After the 1986 season the Mets traded Mitchell, who had grown up around gangs in San Diego, because he scared the suits in the front office. They worried he was corrupting Strawberry and Gooden. "It was a mistake," Johnson says. "Mitch would have one or two drinks, but that's it. He was a good influence on them. He played hard. He had the street smarts they lacked. He could spot trouble and tell people to get lost. They needed that."
Says Gooden, "Davey's right. They should have never traded him."
The most influential player on those Met teams of the mid- to late-1980s was Hernandez, the smarmy first baseman who, during 1985 drug trials in Pittsburgh involving 23 baseball players, admitted using cocaine while he was with St. Louis in the early '80s. Hernandez advised Strawberry on how to break out of a batting slump: Go out and get totally smashed. Strawberry remembers the time Hernandez told him he'd found the perfect drink, of which he needed only five or six in a night: "Dry martini," Strawberry says, laughing.
The other veteran pillar of the team, Carter, was ignored or, worse, ridiculed. His crime? He was a conservative family man. "There was a lack of respect for Gary Carter," Garland says. "He was clearly in an overwhelming minority—or I should say an underwhelming minority."
The game was changing in those years, what with salaries and the memorabilia business beginning to boom; with the social status of players shifting, as revered icons became disposable celebrities; and with cocaine, as it was in the rest of American society, readily available.
Says Darling, "Darryl and, to a lesser extent, Dwight were the first athletes I'd ever seen who surrounded themselves with an inner circle of about eight to 10 associates. I felt like I never really knew either one of them. These people will tell the big star whatever he wants to hear. Their whole existence is contingent on one thing: making the man happy. It was not a real world."
The vortex of these changes—the money, the empty adulation, the cocaine—spun more quickly for a team from New York. The Mets became such a sexy, star-studded team that they were chased by fans carrying video cameras, the newest high-tech assault weapon of an increasingly aggressive audience. Just getting out of a hotel became an exercise in subterfuge.
The Mets were a portable party. Who among them would dare to be the grinch who turned down the music? What stick-in-the-mud would confront a teammate about drinking too much? The dynamics of the baseball clubhouse, especially the New York clubhouse, would not allow that. "All ballplayers like then beer," says a Met insider. "The difference with this team was they liked all the stuff harder than beer."
And so any talk about overindulging was done with a winking eye and a chuckle. Strawberry would see Gooden with liquor and say, "Man, you drinking again?" And Gooden would catch Strawberry doing likewise and remark, "Man, you're an alcoholic." Just something else to laugh about, that's all it was.
When Gooden got out of Smithers in 1987, his counselor there, Allan Lans, was given added responsibility as the Mets' psychiatrist. But Lans was distrusted by many players, who figured he was a spy for management. Gooden would joke to Strawberry, "Doctor Lans says you're a time bomb waiting to go off," and later Doc would simply say, "Tick, tick, tick...." as he walked by Darryl.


◆ Activity
Without the pictures, copy all of the data exactly.

◆ Information shown
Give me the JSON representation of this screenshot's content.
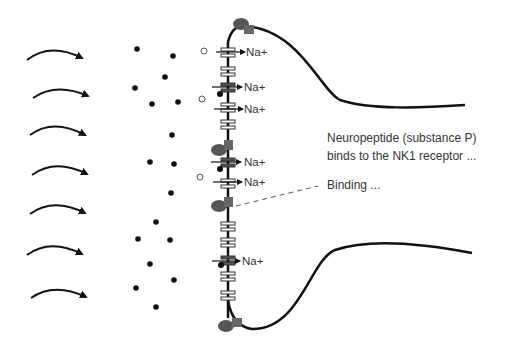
{
  "diagram": {
    "annotation": {
      "line1": "Neuropeptide (substance P)",
      "line2": "binds to the NK1 receptor ...",
      "binding": "Binding ..."
    },
    "ion_label": "Na+",
    "colors": {
      "line": "#111111",
      "receptor_ellipse": "#555555",
      "receptor_square": "#666666",
      "channel_fill": "#ffffff",
      "channel_active_fill": "#555555",
      "text": "#333333",
      "dashed": "#555555"
    },
    "flow_arrows": 7,
    "na_channels": [
      "Na+",
      "Na+",
      "Na+",
      "Na+",
      "Na+",
      "Na+"
    ]
  }
}
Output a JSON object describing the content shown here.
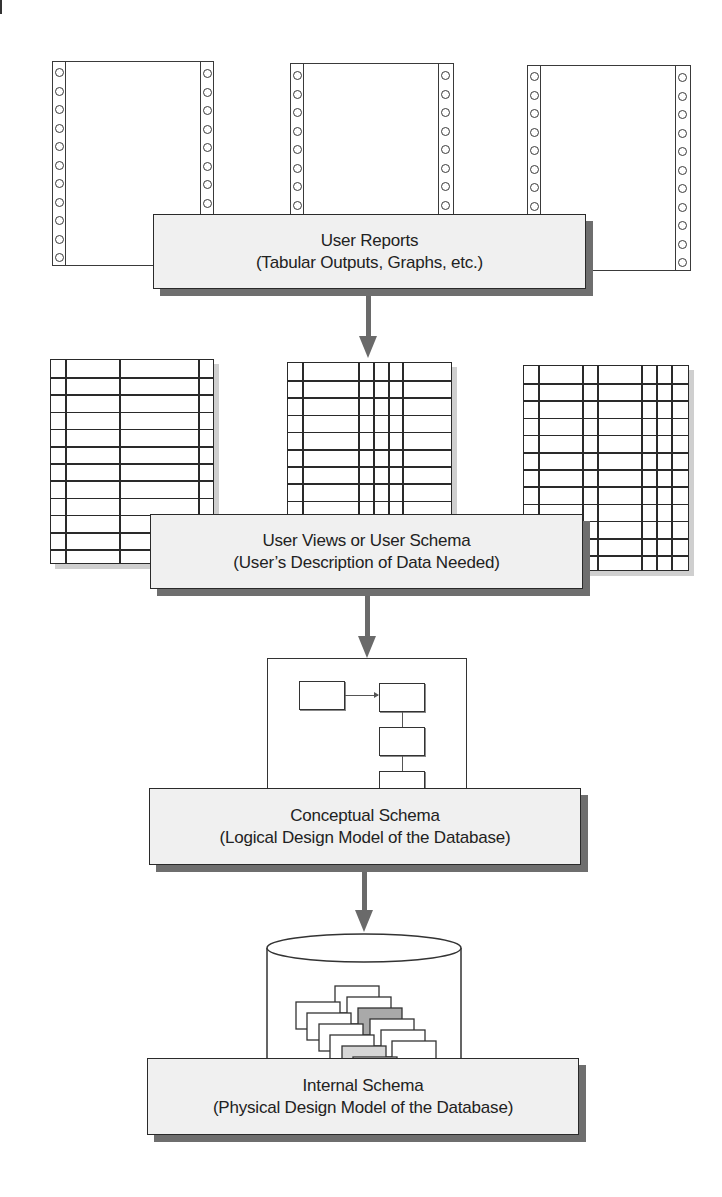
{
  "diagram": {
    "type": "database-schema-levels",
    "levels": [
      {
        "id": "user-reports",
        "title": "User Reports",
        "subtitle": "(Tabular Outputs, Graphs, etc.)",
        "illustration": "three continuous-feed printer pages"
      },
      {
        "id": "user-views",
        "title": "User Views or User Schema",
        "subtitle": "(User’s Description of Data Needed)",
        "illustration": "three ruled tables"
      },
      {
        "id": "conceptual-schema",
        "title": "Conceptual Schema",
        "subtitle": "(Logical Design Model of the Database)",
        "illustration": "entity box diagram"
      },
      {
        "id": "internal-schema",
        "title": "Internal Schema",
        "subtitle": "(Physical Design Model of the Database)",
        "illustration": "database cylinder with stacked records"
      }
    ],
    "arrows": [
      {
        "from": "user-reports",
        "to": "user-views"
      },
      {
        "from": "user-views",
        "to": "conceptual-schema"
      },
      {
        "from": "conceptual-schema",
        "to": "internal-schema"
      }
    ]
  },
  "colors": {
    "box_fill": "#f0f0f0",
    "box_border": "#2a2a2a",
    "box_shadow": "#6e6e6e",
    "arrow": "#6a6a6a",
    "line": "#2a2a2a",
    "highlight_card_dark": "#a9a9a9",
    "highlight_card_light": "#d6d6d6"
  }
}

◆ Your response
Give me the JSON representation of this screenshot's content.
{
  "diagram": {
    "annotation": {
      "line1": "Neuropeptide (substance P)",
      "line2": "binds to the NK1 receptor ...",
      "binding": "Binding ..."
    },
    "ion_label": "Na+",
    "colors": {
      "line": "#111111",
      "receptor_ellipse": "#555555",
      "receptor_square": "#666666",
      "channel_fill": "#ffffff",
      "channel_active_fill": "#555555",
      "text": "#333333",
      "dashed": "#555555"
    },
    "flow_arrows": 7,
    "na_channels": [
      "Na+",
      "Na+",
      "Na+",
      "Na+",
      "Na+",
      "Na+"
    ]
  }
}
Output a JSON object describing the content shown here.
{
  "diagram": {
    "type": "database-schema-levels",
    "levels": [
      {
        "id": "user-reports",
        "title": "User Reports",
        "subtitle": "(Tabular Outputs, Graphs, etc.)",
        "illustration": "three continuous-feed printer pages"
      },
      {
        "id": "user-views",
        "title": "User Views or User Schema",
        "subtitle": "(User’s Description of Data Needed)",
        "illustration": "three ruled tables"
      },
      {
        "id": "conceptual-schema",
        "title": "Conceptual Schema",
        "subtitle": "(Logical Design Model of the Database)",
        "illustration": "entity box diagram"
      },
      {
        "id": "internal-schema",
        "title": "Internal Schema",
        "subtitle": "(Physical Design Model of the Database)",
        "illustration": "database cylinder with stacked records"
      }
    ],
    "arrows": [
      {
        "from": "user-reports",
        "to": "user-views"
      },
      {
        "from": "user-views",
        "to": "conceptual-schema"
      },
      {
        "from": "conceptual-schema",
        "to": "internal-schema"
      }
    ]
  },
  "colors": {
    "box_fill": "#f0f0f0",
    "box_border": "#2a2a2a",
    "box_shadow": "#6e6e6e",
    "arrow": "#6a6a6a",
    "line": "#2a2a2a",
    "highlight_card_dark": "#a9a9a9",
    "highlight_card_light": "#d6d6d6"
  }
}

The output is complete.